I woke this morning in a cold sweat as I found myself wrestling with a thought.
Am I Big Brother?
The explosion of social media in our society, and at medical meetings in particular, is changing how our society, and medical professionals in particular, work and interact. There is potential for tremendous good: social media to market, to promote, to communicate rapidly, to effect change.
But the social media story is not always one of roses.
My talk at the 2015 American College of Cardiology Scientific Sessions referenced a factoid that I am not smart enough to completely verify, but I suspect isn't too far off the mark: that in January of 2014 there were 7,095,476,818 people in the world and 6,572,950,124 (93%) of them had mobile phones.
Think about that.
Everyone has a camera with them. Everyone at meetings (especially scientific sessions far away from the office) is shooting pictures of abstracts, friends, selfies, drug company displays … whatever - despite a policy to the contrary.
And now, there's even live streaming video on Twitter. I experimented with one of these yesterday called Meerkat. (Twitter recently announced a partnership with competing live video feed service called Periscope, so this feature is here to stay). For $1.99 I downloaded the Meerkat app to my cell phone, linked my Twitter account, and my ability to transform any experience into a live video feed transmitted instantly to the world was complete. There are some "rules" associated with Meerkat. Yet even with these rules, I found it disquieting that I held Big Brother's camera in my hand, if only for a few minutes. Those videos might not be on the "cloud" by policy, but how do I know where else they're stored, or used.
There is a remarkable power, subversiveness, and wonder in the simplicity of this new technology to send live video feeds from a mobile phone. It is both novel and "cool." But I still deleted the video that I sent from the ACC meeting yesterday from my iPhone this morning after I thought about things. Perhaps I'm being overly cautious because videos can still be taken at meetings and uploaded to YouTube for the world to share. But somehow this live feed was different - so instantaneous, so uncontrollable.
And as a doctor, I don't want to become an agent for Big Brother.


*Task item:* Below are records to write out exactly; drop the pictures when you do.

*Records for this exercise:*
────────
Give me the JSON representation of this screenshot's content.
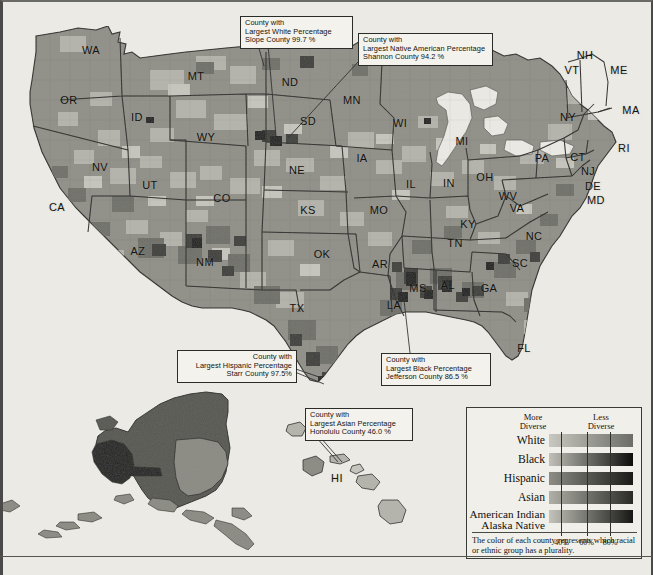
{
  "figure": {
    "type": "choropleth-map"
  },
  "state_labels": [
    {
      "abbr": "WA",
      "x": 91,
      "y": 50
    },
    {
      "abbr": "OR",
      "x": 69,
      "y": 100
    },
    {
      "abbr": "ID",
      "x": 137,
      "y": 117
    },
    {
      "abbr": "MT",
      "x": 196,
      "y": 76
    },
    {
      "abbr": "WY",
      "x": 206,
      "y": 137
    },
    {
      "abbr": "NV",
      "x": 100,
      "y": 167
    },
    {
      "abbr": "UT",
      "x": 150,
      "y": 185
    },
    {
      "abbr": "CA",
      "x": 57,
      "y": 207
    },
    {
      "abbr": "AZ",
      "x": 138,
      "y": 251
    },
    {
      "abbr": "NM",
      "x": 205,
      "y": 262
    },
    {
      "abbr": "CO",
      "x": 222,
      "y": 198
    },
    {
      "abbr": "ND",
      "x": 290,
      "y": 82
    },
    {
      "abbr": "SD",
      "x": 308,
      "y": 121
    },
    {
      "abbr": "NE",
      "x": 297,
      "y": 170
    },
    {
      "abbr": "KS",
      "x": 308,
      "y": 210
    },
    {
      "abbr": "OK",
      "x": 322,
      "y": 254
    },
    {
      "abbr": "TX",
      "x": 297,
      "y": 308
    },
    {
      "abbr": "MN",
      "x": 352,
      "y": 100
    },
    {
      "abbr": "IA",
      "x": 362,
      "y": 158
    },
    {
      "abbr": "MO",
      "x": 379,
      "y": 210
    },
    {
      "abbr": "AR",
      "x": 380,
      "y": 264
    },
    {
      "abbr": "LA",
      "x": 394,
      "y": 305
    },
    {
      "abbr": "WI",
      "x": 400,
      "y": 123
    },
    {
      "abbr": "IL",
      "x": 411,
      "y": 184
    },
    {
      "abbr": "IN",
      "x": 449,
      "y": 183
    },
    {
      "abbr": "MI",
      "x": 462,
      "y": 141
    },
    {
      "abbr": "OH",
      "x": 485,
      "y": 177
    },
    {
      "abbr": "KY",
      "x": 468,
      "y": 224
    },
    {
      "abbr": "TN",
      "x": 455,
      "y": 243
    },
    {
      "abbr": "MS",
      "x": 418,
      "y": 288
    },
    {
      "abbr": "AL",
      "x": 448,
      "y": 285
    },
    {
      "abbr": "GA",
      "x": 489,
      "y": 288
    },
    {
      "abbr": "FL",
      "x": 524,
      "y": 348
    },
    {
      "abbr": "SC",
      "x": 520,
      "y": 263
    },
    {
      "abbr": "NC",
      "x": 534,
      "y": 236
    },
    {
      "abbr": "VA",
      "x": 517,
      "y": 208
    },
    {
      "abbr": "WV",
      "x": 508,
      "y": 196
    },
    {
      "abbr": "PA",
      "x": 542,
      "y": 158
    },
    {
      "abbr": "NY",
      "x": 568,
      "y": 117
    },
    {
      "abbr": "VT",
      "x": 572,
      "y": 70
    },
    {
      "abbr": "NH",
      "x": 585,
      "y": 55
    },
    {
      "abbr": "ME",
      "x": 619,
      "y": 70
    },
    {
      "abbr": "MA",
      "x": 631,
      "y": 110
    },
    {
      "abbr": "RI",
      "x": 624,
      "y": 148
    },
    {
      "abbr": "CT",
      "x": 578,
      "y": 157
    },
    {
      "abbr": "NJ",
      "x": 588,
      "y": 171
    },
    {
      "abbr": "DE",
      "x": 593,
      "y": 186
    },
    {
      "abbr": "MD",
      "x": 596,
      "y": 200
    },
    {
      "abbr": "HI",
      "x": 337,
      "y": 478
    }
  ],
  "callouts": [
    {
      "id": "white",
      "lines": [
        "County with",
        "Largest White Percentage",
        "Slope County  99.7 %"
      ],
      "align": "left",
      "box": {
        "x": 240,
        "y": 16,
        "w": 103,
        "h": 29
      },
      "leader": [
        {
          "x1": 258,
          "y1": 45,
          "x2": 265,
          "y2": 63
        },
        {
          "x1": 266,
          "y1": 45,
          "x2": 277,
          "y2": 140
        }
      ]
    },
    {
      "id": "native-american",
      "lines": [
        "County with",
        "Largest Native American Percentage",
        "Shannon County  94.2 %"
      ],
      "align": "left",
      "box": {
        "x": 358,
        "y": 33,
        "w": 125,
        "h": 29
      },
      "leader": [
        {
          "x1": 358,
          "y1": 62,
          "x2": 288,
          "y2": 140
        }
      ]
    },
    {
      "id": "hispanic",
      "lines": [
        "County with",
        "Largest Hispanic Percentage",
        "Starr County  97.5%"
      ],
      "align": "right",
      "box": {
        "x": 177,
        "y": 350,
        "w": 110,
        "h": 29
      },
      "leader": [
        {
          "x1": 287,
          "y1": 370,
          "x2": 322,
          "y2": 381
        }
      ]
    },
    {
      "id": "black",
      "lines": [
        "County with",
        "Largest Black Percentage",
        "Jefferson County  86.5 %"
      ],
      "align": "left",
      "box": {
        "x": 381,
        "y": 353,
        "w": 100,
        "h": 29
      },
      "leader": [
        {
          "x1": 408,
          "y1": 353,
          "x2": 404,
          "y2": 300
        }
      ]
    },
    {
      "id": "asian",
      "lines": [
        "County with",
        "Largest Asian Percentage",
        "Honolulu County  46.0 %"
      ],
      "align": "left",
      "box": {
        "x": 305,
        "y": 408,
        "w": 98,
        "h": 29
      },
      "leader": [
        {
          "x1": 318,
          "y1": 437,
          "x2": 337,
          "y2": 462
        }
      ]
    }
  ],
  "legend": {
    "heading_left": "More\nDiverse",
    "heading_left_line1": "More",
    "heading_left_line2": "Diverse",
    "heading_right_line1": "Less",
    "heading_right_line2": "Diverse",
    "rows": [
      {
        "name": "White",
        "name_line2": "",
        "from": "#c8c8c0",
        "to": "#6d6d68"
      },
      {
        "name": "Black",
        "name_line2": "",
        "from": "#c0c0b8",
        "to": "#0d0d0c"
      },
      {
        "name": "Hispanic",
        "name_line2": "",
        "from": "#8d8d86",
        "to": "#1a1a18"
      },
      {
        "name": "Asian",
        "name_line2": "",
        "from": "#b0b0a8",
        "to": "#2a2a27"
      },
      {
        "name": "American Indian",
        "name_line2": "Alaska Native",
        "from": "#c3c3ba",
        "to": "#171715"
      }
    ],
    "ticks": [
      {
        "label": "40%",
        "pos": 0.22
      },
      {
        "label": "60%",
        "pos": 0.52
      },
      {
        "label": "80%",
        "pos": 0.8
      }
    ],
    "caption": "The color of each county represents which racial or ethnic group has a plurality."
  },
  "colors": {
    "page_background": "#eceae4",
    "ocean": "#eceae4",
    "map_base": "#8f8f88",
    "map_light": "#b4b4ac",
    "map_lighter": "#c5c5bd",
    "map_dark": "#575752",
    "map_darker": "#2e2e2b",
    "map_black": "#121210",
    "state_border": "#23231f",
    "county_border": "#77776f"
  }
}
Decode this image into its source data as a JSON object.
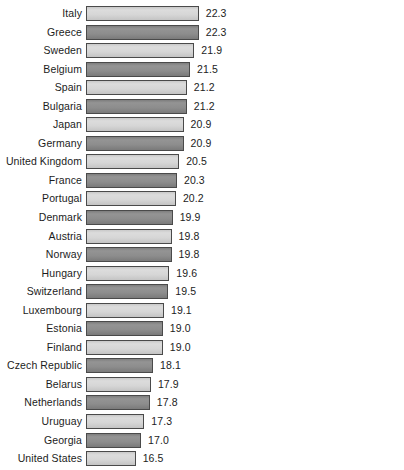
────────
*Response to this exercise:*
Give me the JSON representation of this screenshot's content.
{
  "figure": {
    "type": "choropleth-map"
  },
  "state_labels": [
    {
      "abbr": "WA",
      "x": 91,
      "y": 50
    },
    {
      "abbr": "OR",
      "x": 69,
      "y": 100
    },
    {
      "abbr": "ID",
      "x": 137,
      "y": 117
    },
    {
      "abbr": "MT",
      "x": 196,
      "y": 76
    },
    {
      "abbr": "WY",
      "x": 206,
      "y": 137
    },
    {
      "abbr": "NV",
      "x": 100,
      "y": 167
    },
    {
      "abbr": "UT",
      "x": 150,
      "y": 185
    },
    {
      "abbr": "CA",
      "x": 57,
      "y": 207
    },
    {
      "abbr": "AZ",
      "x": 138,
      "y": 251
    },
    {
      "abbr": "NM",
      "x": 205,
      "y": 262
    },
    {
      "abbr": "CO",
      "x": 222,
      "y": 198
    },
    {
      "abbr": "ND",
      "x": 290,
      "y": 82
    },
    {
      "abbr": "SD",
      "x": 308,
      "y": 121
    },
    {
      "abbr": "NE",
      "x": 297,
      "y": 170
    },
    {
      "abbr": "KS",
      "x": 308,
      "y": 210
    },
    {
      "abbr": "OK",
      "x": 322,
      "y": 254
    },
    {
      "abbr": "TX",
      "x": 297,
      "y": 308
    },
    {
      "abbr": "MN",
      "x": 352,
      "y": 100
    },
    {
      "abbr": "IA",
      "x": 362,
      "y": 158
    },
    {
      "abbr": "MO",
      "x": 379,
      "y": 210
    },
    {
      "abbr": "AR",
      "x": 380,
      "y": 264
    },
    {
      "abbr": "LA",
      "x": 394,
      "y": 305
    },
    {
      "abbr": "WI",
      "x": 400,
      "y": 123
    },
    {
      "abbr": "IL",
      "x": 411,
      "y": 184
    },
    {
      "abbr": "IN",
      "x": 449,
      "y": 183
    },
    {
      "abbr": "MI",
      "x": 462,
      "y": 141
    },
    {
      "abbr": "OH",
      "x": 485,
      "y": 177
    },
    {
      "abbr": "KY",
      "x": 468,
      "y": 224
    },
    {
      "abbr": "TN",
      "x": 455,
      "y": 243
    },
    {
      "abbr": "MS",
      "x": 418,
      "y": 288
    },
    {
      "abbr": "AL",
      "x": 448,
      "y": 285
    },
    {
      "abbr": "GA",
      "x": 489,
      "y": 288
    },
    {
      "abbr": "FL",
      "x": 524,
      "y": 348
    },
    {
      "abbr": "SC",
      "x": 520,
      "y": 263
    },
    {
      "abbr": "NC",
      "x": 534,
      "y": 236
    },
    {
      "abbr": "VA",
      "x": 517,
      "y": 208
    },
    {
      "abbr": "WV",
      "x": 508,
      "y": 196
    },
    {
      "abbr": "PA",
      "x": 542,
      "y": 158
    },
    {
      "abbr": "NY",
      "x": 568,
      "y": 117
    },
    {
      "abbr": "VT",
      "x": 572,
      "y": 70
    },
    {
      "abbr": "NH",
      "x": 585,
      "y": 55
    },
    {
      "abbr": "ME",
      "x": 619,
      "y": 70
    },
    {
      "abbr": "MA",
      "x": 631,
      "y": 110
    },
    {
      "abbr": "RI",
      "x": 624,
      "y": 148
    },
    {
      "abbr": "CT",
      "x": 578,
      "y": 157
    },
    {
      "abbr": "NJ",
      "x": 588,
      "y": 171
    },
    {
      "abbr": "DE",
      "x": 593,
      "y": 186
    },
    {
      "abbr": "MD",
      "x": 596,
      "y": 200
    },
    {
      "abbr": "HI",
      "x": 337,
      "y": 478
    }
  ],
  "callouts": [
    {
      "id": "white",
      "lines": [
        "County with",
        "Largest White Percentage",
        "Slope County  99.7 %"
      ],
      "align": "left",
      "box": {
        "x": 240,
        "y": 16,
        "w": 103,
        "h": 29
      },
      "leader": [
        {
          "x1": 258,
          "y1": 45,
          "x2": 265,
          "y2": 63
        },
        {
          "x1": 266,
          "y1": 45,
          "x2": 277,
          "y2": 140
        }
      ]
    },
    {
      "id": "native-american",
      "lines": [
        "County with",
        "Largest Native American Percentage",
        "Shannon County  94.2 %"
      ],
      "align": "left",
      "box": {
        "x": 358,
        "y": 33,
        "w": 125,
        "h": 29
      },
      "leader": [
        {
          "x1": 358,
          "y1": 62,
          "x2": 288,
          "y2": 140
        }
      ]
    },
    {
      "id": "hispanic",
      "lines": [
        "County with",
        "Largest Hispanic Percentage",
        "Starr County  97.5%"
      ],
      "align": "right",
      "box": {
        "x": 177,
        "y": 350,
        "w": 110,
        "h": 29
      },
      "leader": [
        {
          "x1": 287,
          "y1": 370,
          "x2": 322,
          "y2": 381
        }
      ]
    },
    {
      "id": "black",
      "lines": [
        "County with",
        "Largest Black Percentage",
        "Jefferson County  86.5 %"
      ],
      "align": "left",
      "box": {
        "x": 381,
        "y": 353,
        "w": 100,
        "h": 29
      },
      "leader": [
        {
          "x1": 408,
          "y1": 353,
          "x2": 404,
          "y2": 300
        }
      ]
    },
    {
      "id": "asian",
      "lines": [
        "County with",
        "Largest Asian Percentage",
        "Honolulu County  46.0 %"
      ],
      "align": "left",
      "box": {
        "x": 305,
        "y": 408,
        "w": 98,
        "h": 29
      },
      "leader": [
        {
          "x1": 318,
          "y1": 437,
          "x2": 337,
          "y2": 462
        }
      ]
    }
  ],
  "legend": {
    "heading_left": "More\nDiverse",
    "heading_left_line1": "More",
    "heading_left_line2": "Diverse",
    "heading_right_line1": "Less",
    "heading_right_line2": "Diverse",
    "rows": [
      {
        "name": "White",
        "name_line2": "",
        "from": "#c8c8c0",
        "to": "#6d6d68"
      },
      {
        "name": "Black",
        "name_line2": "",
        "from": "#c0c0b8",
        "to": "#0d0d0c"
      },
      {
        "name": "Hispanic",
        "name_line2": "",
        "from": "#8d8d86",
        "to": "#1a1a18"
      },
      {
        "name": "Asian",
        "name_line2": "",
        "from": "#b0b0a8",
        "to": "#2a2a27"
      },
      {
        "name": "American Indian",
        "name_line2": "Alaska Native",
        "from": "#c3c3ba",
        "to": "#171715"
      }
    ],
    "ticks": [
      {
        "label": "40%",
        "pos": 0.22
      },
      {
        "label": "60%",
        "pos": 0.52
      },
      {
        "label": "80%",
        "pos": 0.8
      }
    ],
    "caption": "The color of each county represents which racial or ethnic group has a plurality."
  },
  "colors": {
    "page_background": "#eceae4",
    "ocean": "#eceae4",
    "map_base": "#8f8f88",
    "map_light": "#b4b4ac",
    "map_lighter": "#c5c5bd",
    "map_dark": "#575752",
    "map_darker": "#2e2e2b",
    "map_black": "#121210",
    "state_border": "#23231f",
    "county_border": "#77776f"
  }
}
Decode this image into its source data as a JSON object.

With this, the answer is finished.